Product Details
Children and Grief: When a Parent Dies

Children and Grief: When a Parent Dies
By J. William Worden

List Price: £17.95
Price: £14.50 & eligible for FREE Super Saver Delivery. Details

Availability: Usually dispatched within 24 hours
Dispatched from and sold by Amazon.co.uk

26 new or used available from £12.97

Product Description

Drawing upon extensive interviews and assessments of school-age children who have lost a parent to death, this book offers a richly textured portrait of the mourning process in children.


Product Details

  • Amazon Sales Rank: #362568 in Books
  • Published on: 2002-01-17
  • Original language: English
  • Number of items: 1
  • Binding: Paperback
  • 225 pages

Editorial Reviews

Review
'Clinicians and researchers alike will return to this book often for its clear and perceptive treatment of the central issues in the lives of bereaved children and their families.' - The Journal of Nervous and Mental Disease

'Clear, comprehensive, and extremely useful ... A scientifically sound and readable text that will be useful to developmental psychologists, family therapists, family physicians, and parents.' - Family Medicine

From the Back Cover
Drawing upon extensive interviews and assessments of school-age children who have lost a parent to death, this book offers a richly textured portrait of the mourning process in children.

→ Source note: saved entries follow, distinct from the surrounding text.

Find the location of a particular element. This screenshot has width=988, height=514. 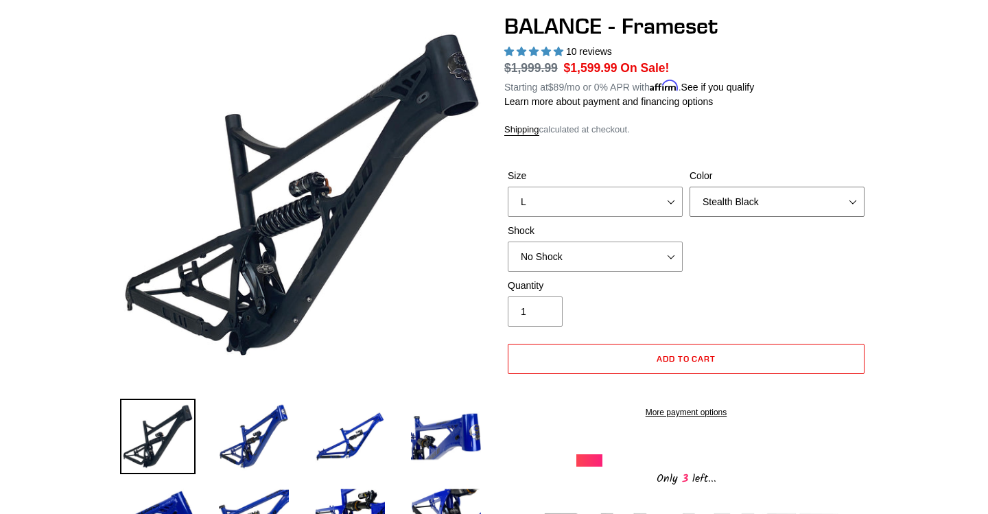

span: 5.00 stars is located at coordinates (535, 51).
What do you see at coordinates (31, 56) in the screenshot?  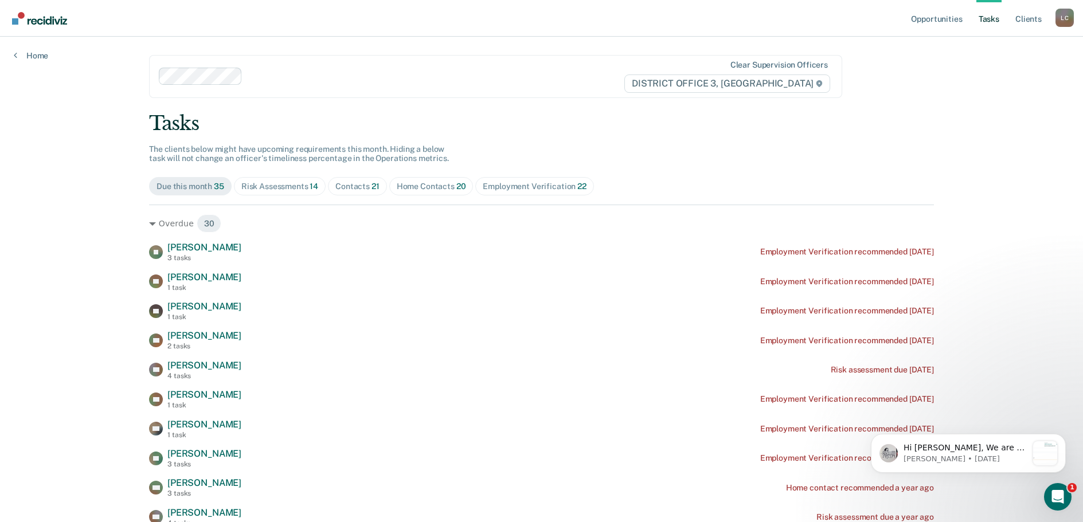 I see `a: Home` at bounding box center [31, 56].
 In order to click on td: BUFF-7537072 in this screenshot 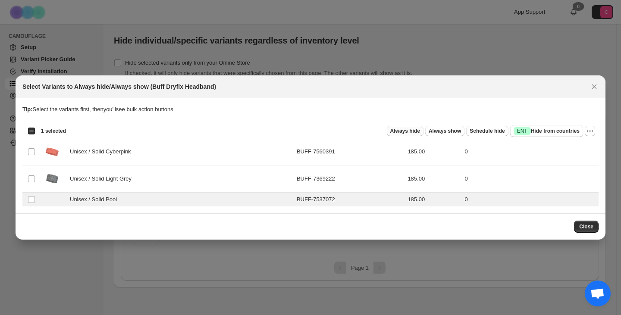, I will do `click(349, 200)`.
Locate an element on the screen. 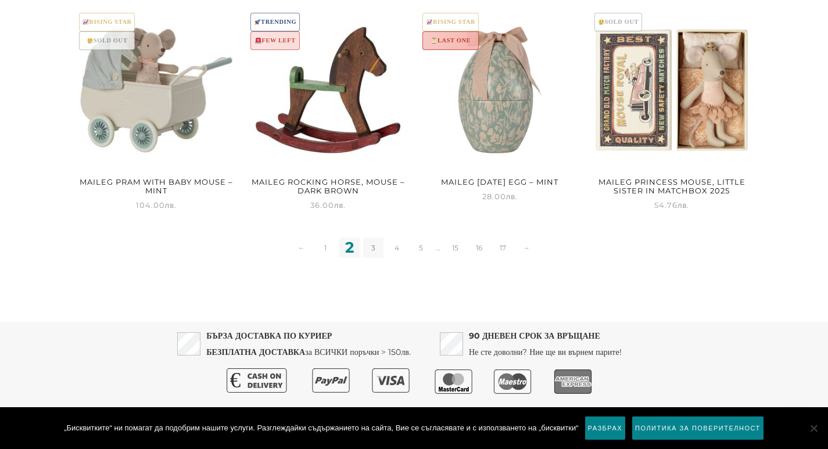 The image size is (828, 449). a: Контакт is located at coordinates (613, 412).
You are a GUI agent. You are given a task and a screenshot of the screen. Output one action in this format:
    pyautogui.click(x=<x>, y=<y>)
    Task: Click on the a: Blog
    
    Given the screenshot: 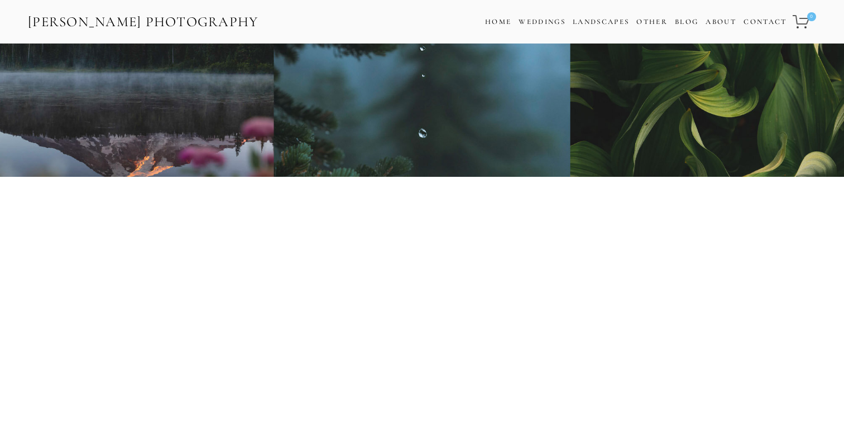 What is the action you would take?
    pyautogui.click(x=686, y=22)
    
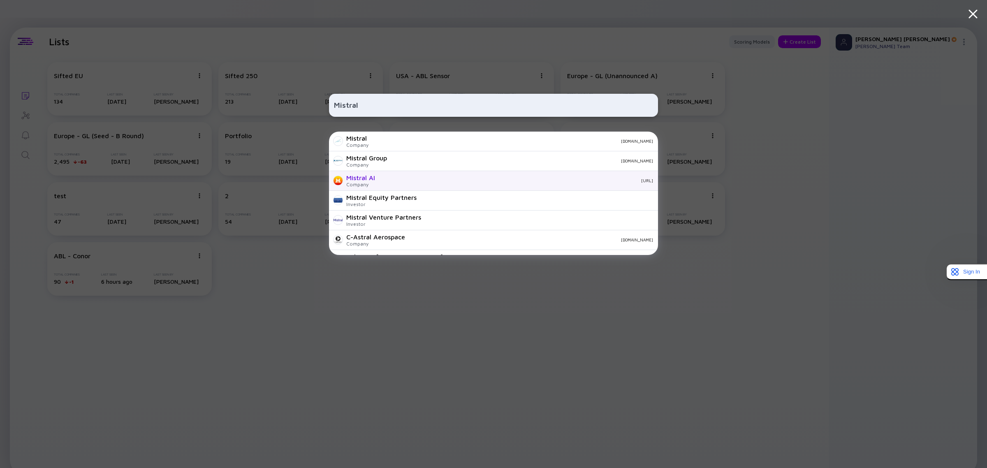  I want to click on div: Mistral, so click(357, 138).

The volume presents major findings from the Harvard Child Bereavement Study and places them in the context of previous research, shedding new light on both the wide range of normal variation in children's experience of grief and the factors that put bereaved children at risk. The book also compares parentally bereaved children with those who have suffered loss of a sibling to death, or of a parent through divorce, exploring similarities and differences in these experiences of loss. A concluding section explores the clinical implications of the findings and includes a review of intervention models and activities, as well as a screening instrument designed to help identify high-risk bereaved children.
This book will be of interest to child psychologists and psychiatrists; counselors, social workers and other helping professionals who work with grieving families; students and researchers in child and family psychology and bereavement. It serves as a text in advanced courses on bereavement, family and child therapy, and developmental psychopathology.